Privacy Sandbox
Privacy Sandbox is a Google initiative for the Chrome browser and Android that aims to replace third-party cookies and other cross-site tracking mechanisms with a set of privacy-preserving APIs.
How Privacy Sandbox works
Privacy Sandbox is a collection of proposed and shipped web platform APIs intended to support common advertising and measurement use cases without the pervasive cross-site tracking that third-party cookies enable. Instead of letting advertisers follow individuals across sites, it moves certain functions into the browser and constrains what data leaves the device.
Its components include the Topics API, which lets the browser share a small set of coarse interest categories inferred locally rather than a detailed cross-site profile; the Protected Audience API (formerly FLEDGE) for remarketing without third-party identifiers; and the Attribution Reporting API for measuring conversions with added noise and aggregation. Related efforts aim to reduce passive fingerprinting surface, for example by limiting the entropy exposed in user-agent strings.
The initiative has been closely scrutinized by regulators and the wider web community, and its scope and timeline have shifted over time. Notably, Google's plans for deprecating third-party cookies in Chrome have changed repeatedly, so the practical status of third-party cookies has remained in flux rather than following a fixed end date.
Privacy Sandbox is primarily focused on advertising, measurement, and reducing cross-site tracking rather than on fraud prevention, though it does include anti-fraud oriented proposals. It represents a broader industry shift away from third-party cookies and toward mechanisms that keep more processing on the user's device.
Why Privacy Sandbox matters for fraud prevention
Privacy Sandbox signals the end of the third-party cookie as a dependable identifier, which reshapes both advertising and fraud prevention. Defenses that quietly relied on third-party cookies to recognize devices across contexts lose that foundation, pushing the industry toward first-party and cookieless approaches. For fraud teams, the takeaway is that durable identification must come from first-party signals and device intelligence rather than from third-party tracking that these changes are specifically designed to curtail.
How TRACIO handles it
TRACIO's approach is aligned with the direction Privacy Sandbox represents: it is a first-party device intelligence service that does not depend on third-party cookies to recognize a device. As browsers reduce cross-site tracking, TRACIO continues to function because it derives identification from first-party technical signals used for security and fraud prevention. TRACIO does not participate in cross-site advertising profiling. Customers should still assess how their overall data practices fit their jurisdiction's requirements; TRACIO supports privacy-conscious, first-party use rather than guaranteeing any particular regulatory outcome.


**Exercise directions**: Please output the listing that follows exactly, but keep all images out.

Data to use: Begin

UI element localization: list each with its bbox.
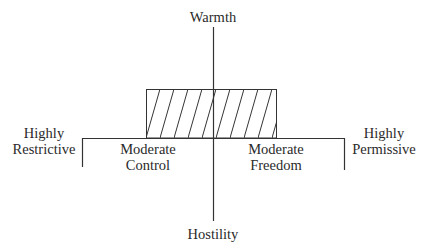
highly-restrictive-label: Highly Restrictive	[8, 125, 80, 157]
moderate-control-label: Moderate Control	[108, 141, 188, 173]
moderate-freedom-label: Moderate Freedom	[236, 141, 316, 173]
hostility-label: Hostility	[178, 226, 248, 242]
parenting-style-diagram	[0, 0, 428, 248]
hatched-optimal-region	[147, 90, 277, 139]
warmth-label: Warmth	[183, 9, 243, 25]
highly-permissive-label: Highly Permissive	[345, 125, 423, 157]
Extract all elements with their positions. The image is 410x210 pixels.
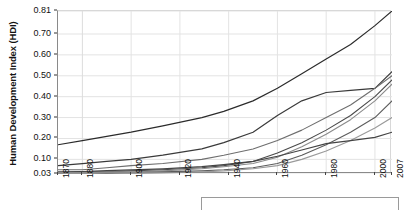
y-axis-title: Human Development Index (HDI)	[7, 4, 18, 184]
x-axis-line	[57, 172, 391, 173]
x-tick-label: 2007	[395, 159, 405, 178]
x-tick-label: 1900	[134, 159, 144, 178]
x-tick-mark	[228, 172, 229, 175]
x-tick-mark	[57, 172, 58, 175]
y-tick-label: 0.70	[33, 28, 51, 38]
x-tick-mark	[81, 172, 82, 175]
y-axis-tick-labels: 0.030.100.200.300.400.500.600.700.81	[22, 0, 54, 210]
y-tick-label: 0.03	[33, 168, 51, 178]
x-tick-mark	[391, 172, 392, 175]
x-tick-mark	[374, 172, 375, 175]
series-line	[58, 76, 392, 170]
x-tick-label: 1960	[280, 159, 290, 178]
x-tick-label: 1940	[232, 159, 242, 178]
plot-svg	[58, 11, 392, 174]
series-line	[58, 101, 392, 174]
y-tick-label: 0.50	[33, 70, 51, 80]
y-tick-label: 0.60	[33, 49, 51, 59]
x-tick-mark	[276, 172, 277, 175]
x-tick-label: 1870	[61, 159, 71, 178]
x-tick-mark	[130, 172, 131, 175]
y-tick-label: 0.20	[33, 132, 51, 142]
legend-frame	[201, 197, 399, 210]
x-tick-label: 1920	[183, 159, 193, 178]
hdi-line-chart: Human Development Index (HDI) 0.030.100.…	[0, 0, 410, 210]
x-tick-label: 2000	[378, 159, 388, 178]
y-tick-label: 0.81	[33, 5, 51, 15]
series-line	[58, 72, 392, 166]
x-tick-label: 1880	[85, 159, 95, 178]
plot-area	[57, 10, 391, 173]
x-tick-mark	[325, 172, 326, 175]
y-tick-label: 0.40	[33, 91, 51, 101]
x-tick-mark	[179, 172, 180, 175]
x-tick-label: 1980	[329, 159, 339, 178]
y-tick-label: 0.10	[33, 153, 51, 163]
y-tick-label: 0.30	[33, 112, 51, 122]
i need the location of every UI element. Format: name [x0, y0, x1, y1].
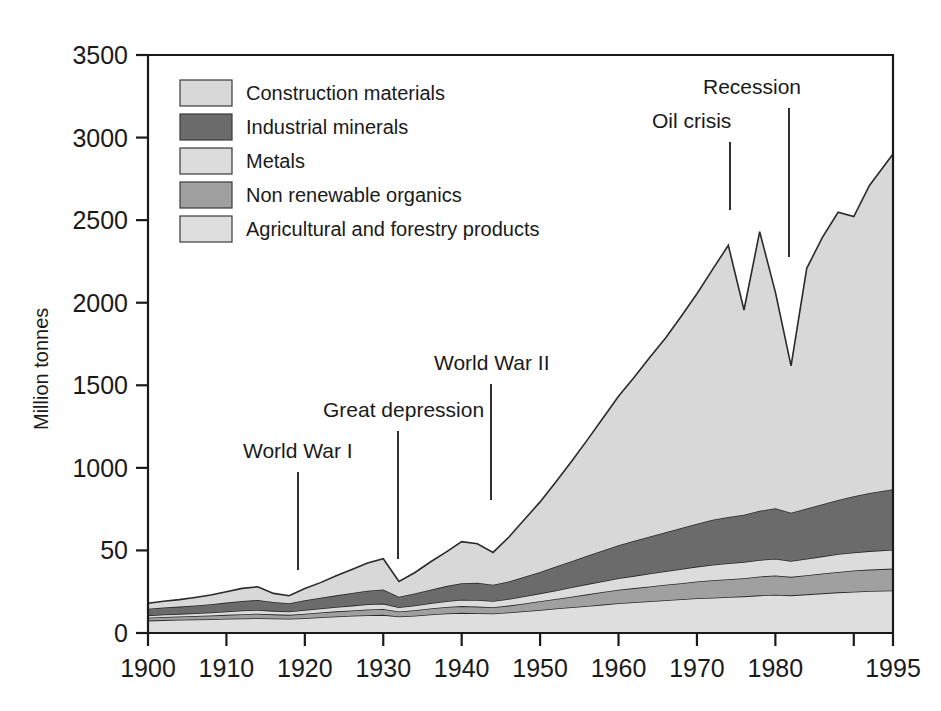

Data to use: End

**Solution for this problem**:
UI element localization: list each with its bbox.
highly-restrictive-label: Highly Restrictive	[8, 125, 80, 157]
moderate-control-label: Moderate Control	[108, 141, 188, 173]
moderate-freedom-label: Moderate Freedom	[236, 141, 316, 173]
hostility-label: Hostility	[178, 226, 248, 242]
parenting-style-diagram	[0, 0, 428, 248]
hatched-optimal-region	[147, 90, 277, 139]
warmth-label: Warmth	[183, 9, 243, 25]
highly-permissive-label: Highly Permissive	[345, 125, 423, 157]
Extract all elements with their positions. The image is 410x210 pixels.
y-axis-title: Human Development Index (HDI)	[7, 4, 18, 184]
x-axis-line	[57, 172, 391, 173]
x-tick-label: 2007	[395, 159, 405, 178]
x-tick-label: 1900	[134, 159, 144, 178]
x-tick-mark	[228, 172, 229, 175]
x-tick-mark	[57, 172, 58, 175]
y-tick-label: 0.70	[33, 28, 51, 38]
x-tick-mark	[81, 172, 82, 175]
y-axis-tick-labels: 0.030.100.200.300.400.500.600.700.81	[22, 0, 54, 210]
y-tick-label: 0.03	[33, 168, 51, 178]
x-tick-mark	[391, 172, 392, 175]
x-tick-mark	[374, 172, 375, 175]
series-line	[58, 76, 392, 170]
x-tick-label: 1960	[280, 159, 290, 178]
x-tick-label: 1940	[232, 159, 242, 178]
plot-svg	[58, 11, 392, 174]
series-line	[58, 101, 392, 174]
y-tick-label: 0.50	[33, 70, 51, 80]
y-tick-label: 0.60	[33, 49, 51, 59]
x-tick-mark	[276, 172, 277, 175]
x-tick-label: 1870	[61, 159, 71, 178]
x-tick-mark	[130, 172, 131, 175]
y-tick-label: 0.20	[33, 132, 51, 142]
legend-frame	[201, 197, 399, 210]
x-tick-label: 1920	[183, 159, 193, 178]
hdi-line-chart: Human Development Index (HDI) 0.030.100.…	[0, 0, 410, 210]
x-tick-label: 2000	[378, 159, 388, 178]
y-tick-label: 0.81	[33, 5, 51, 15]
series-line	[58, 72, 392, 166]
x-tick-label: 1880	[85, 159, 95, 178]
plot-area	[57, 10, 391, 173]
x-tick-mark	[325, 172, 326, 175]
y-tick-label: 0.40	[33, 91, 51, 101]
x-tick-mark	[179, 172, 180, 175]
x-tick-label: 1980	[329, 159, 339, 178]
y-tick-label: 0.10	[33, 153, 51, 163]
y-tick-label: 0.30	[33, 112, 51, 122]
i need the location of every UI element. Format: name [x0, y0, x1, y1].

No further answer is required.